Another device to carry....not. May be one of dumbest devices this decade given resources available on a smartphone.
True, Hurrican Maria reminded us about not to depend on commercial infrastructure. As for the pager, it is a cool option for emergency activations and where to tune. This saves precious HT battery life.
You couldn't depend on during any of the big storms. Katrina I had a phone but it was because Nextel came in a setup temporary cell sites and provided city employees with a phones. My personal phone didn't work for weeks.
Cool, I can send a message to my friend and tell him to get on the radio. Oh wait, I can already do that on my cell phone.
I would like to use pagers for calling out volunteers for Search and Rescue and ARES (who supports SAR here in eastern Oregon). I assume that the hotspot (I never used one) is very limited in range. We have lots of mountains but most of the volunteers are centralized and could be LOS through a repeater. Could something like what you described in the video be used for this? (I don't monitor this here so I'm hoping someone might include an @ ARRL email to me) thanks
Is there a way to link a paper into the APRS network, listening for messages addressed to for example K7AA-15?
I wonder how APRS fits in here. If I beacon my position, that seems to be one way, I guess it falls under "telemetry"? BTW, I still carry a pager to this day for our regions Fire paging.

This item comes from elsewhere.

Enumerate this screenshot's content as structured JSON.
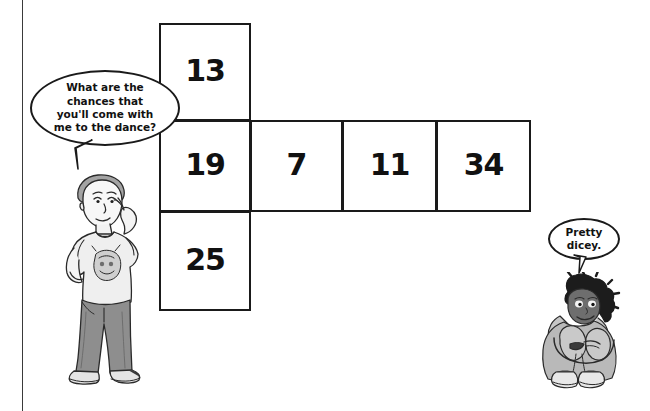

That's a great question. Have not studied it enough to reach a conclusion. I copy ARPS on a couple of different rigs and many times see a designator other than a call sign where the call sign would normally appear. I can't find a call sign anywhere on the screen. I don't know if it's because my screen does not include complete information being transmitted or if there is simply no call sign being transmitted. From time to time will see an aircraft ID but the call sign will appear on another line. There are some weather stations that broadcast from local airports on 144.390 with something like MEDAPHL (exact lettering may be off) but no call sign. I have no idea how this is a legal transmission unless, as stated, my screen is not displaying all the transmitted information.
If the data is entered onto the APRS network via TCP/IP with no RF involved, it's totally legit. That's what most WX stations do along with others that send telemetry. They don't use RF. When you RX these beacons via RF on APRS, you will also RX the call of the station that is sending the information.
That's my point. I am receiving the information via RF but can't locate the call of the transmitting station. It's either because the device I am using is not capturing all of the information or no callsign is being transmitted if there is one.
Gotcha... now I know what you were saying There will be a call sign if the data is sent with RF but, like you said, depending on what you're using you're probably just not seeing it.